First Drive: The 2021 BMW M550i
The latest installment of a perfected formula may not be a window to the future, but it sure is a glorious celebration of all we’ve learned about mastering internal combustion.
The new 2021 BMW M550i is a little like Usain Bolt in a Brooks Brothers blazer; a sheer force of nature in a classy, if somewhat subdued, outfit. This is a car for the grand tour, for the joy of putting many miles on it. It is not the car you buy purely to show off at the valet stand, as there are flashier and more emotive options for the price, but none that drive this good. The elegant 5-series silhouette acts like Clark Kent’s glasses in disguising the superpower that lies within.
During a week in the historic city of Charleston, it drove like a tiger in a cage whenever I wasn’t on a freeway, and even on the open road, it was hard to do more than scratch the surface of what this beast is capable of. Driving it over the South Carolina’s Charleston Harbor, hundreds of feet in the air on a suspension bridge, delivered a rush of adrenaline and was the best taste I got for what an autobahn road trip might be like. But thankfully, no matter where I drove it, the acceleration off of a dead stop was astonishing.
Based on the familiar interior, you may at first think you’re sitting in a normal, well-crafted German sedan, and then you touch your toe to the rocket thruster that is the gas pedal, and suddenly you realize there’s a Hyde beneath the hood of this Jekyll. I found myself often slowing down in the middle of a block, just so I could enjoy the rush of accelerating again.
The speed on the heads-up display turns from white to orange any time you’re over the speed limit, and it is nearly impossible to keep it in the white. Perhaps it’s a good thing that, aside from a few tasteful M touches like the bright blue calipers in the 20-inch wheels and the graphite gray side mirrors, it’s not at first glance the kind of obnoxious sportscar that State Troopers live to pull over.
The M550i doesn’t have the same cult following as an M3, but that also makes it more of a purist’s choice. This is a car you buy to spend time in, rather than one you buy on trends or emotions alone. To put it simply, you buy this car because you know enough about cars to prize impeccable engineering over any trends.
The 4.4-liter turbo V8 engine is nothing short of fantastic. It sounds good, it pulls good–it’s a monster. It roars with absolute confidence; not sputtery for show, just strong and emphatic. The stellar brakes are able to rein it in easily, so mostly what you feel when driving it is a perfect balance between engine and brakes, power and restraint. And with all that power delivered via BMW’s intelligent all-wheel drive, it’s hard to imagine a car driving and handling any better than this does.
The interior is both luxurious and comfortable, though it’s not the vision into the future that you see in BMW’s new iX. The m550i’s dashboard screen is not particularly integrated into the dash, for example, clinging to it more like a mounted iPad. This interior clearly favors mechanical buttons and knobs over touchscreen input. But that means you already know where everything is, and you also know that it will all last longer than a more tech-reliant interior. After 200,000 miles, the seats will still be firm, the buttons will all still work, and the cockpit will still be quiet. Because this car refuses to give up function for the sake of fashion.
Provided we have a future, it will undoubtedly look back at this specimen as the high-water mark of the gas-powered vehicle. It’s a Rolex, not an Apple Watch. And for anyone who absolutely loves driving, and has $77,000 to spend on a car, it just doesn’t get much better than this.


*Problem*.
Output all records below verbatim.

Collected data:

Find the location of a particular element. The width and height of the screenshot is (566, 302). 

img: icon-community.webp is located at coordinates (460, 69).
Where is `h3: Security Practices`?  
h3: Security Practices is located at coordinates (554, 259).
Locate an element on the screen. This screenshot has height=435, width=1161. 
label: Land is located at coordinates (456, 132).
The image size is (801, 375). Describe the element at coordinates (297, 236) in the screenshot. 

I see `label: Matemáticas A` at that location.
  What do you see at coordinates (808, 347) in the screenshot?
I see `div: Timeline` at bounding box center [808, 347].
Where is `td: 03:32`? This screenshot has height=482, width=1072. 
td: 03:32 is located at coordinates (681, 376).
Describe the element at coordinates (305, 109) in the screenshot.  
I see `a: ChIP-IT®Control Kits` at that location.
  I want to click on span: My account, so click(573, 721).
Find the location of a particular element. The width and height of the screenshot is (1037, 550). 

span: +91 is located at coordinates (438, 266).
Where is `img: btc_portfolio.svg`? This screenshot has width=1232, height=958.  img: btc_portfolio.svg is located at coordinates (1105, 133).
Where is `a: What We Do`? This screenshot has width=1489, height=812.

*Exercise result*.
Find the location of a particular element. The width and height of the screenshot is (566, 302). 

img: icon-community.webp is located at coordinates (460, 69).
Where is `h3: Security Practices`?  
h3: Security Practices is located at coordinates (554, 259).
Locate an element on the screen. This screenshot has height=435, width=1161. 
label: Land is located at coordinates (456, 132).
The image size is (801, 375). Describe the element at coordinates (297, 236) in the screenshot. 

I see `label: Matemáticas A` at that location.
  What do you see at coordinates (808, 347) in the screenshot?
I see `div: Timeline` at bounding box center [808, 347].
Where is `td: 03:32`? This screenshot has height=482, width=1072. 
td: 03:32 is located at coordinates (681, 376).
Describe the element at coordinates (305, 109) in the screenshot.  
I see `a: ChIP-IT®Control Kits` at that location.
  I want to click on span: My account, so click(573, 721).
Find the location of a particular element. The width and height of the screenshot is (1037, 550). 

span: +91 is located at coordinates (438, 266).
Where is `img: btc_portfolio.svg`? This screenshot has width=1232, height=958.  img: btc_portfolio.svg is located at coordinates (1105, 133).
Where is `a: What We Do`? This screenshot has width=1489, height=812.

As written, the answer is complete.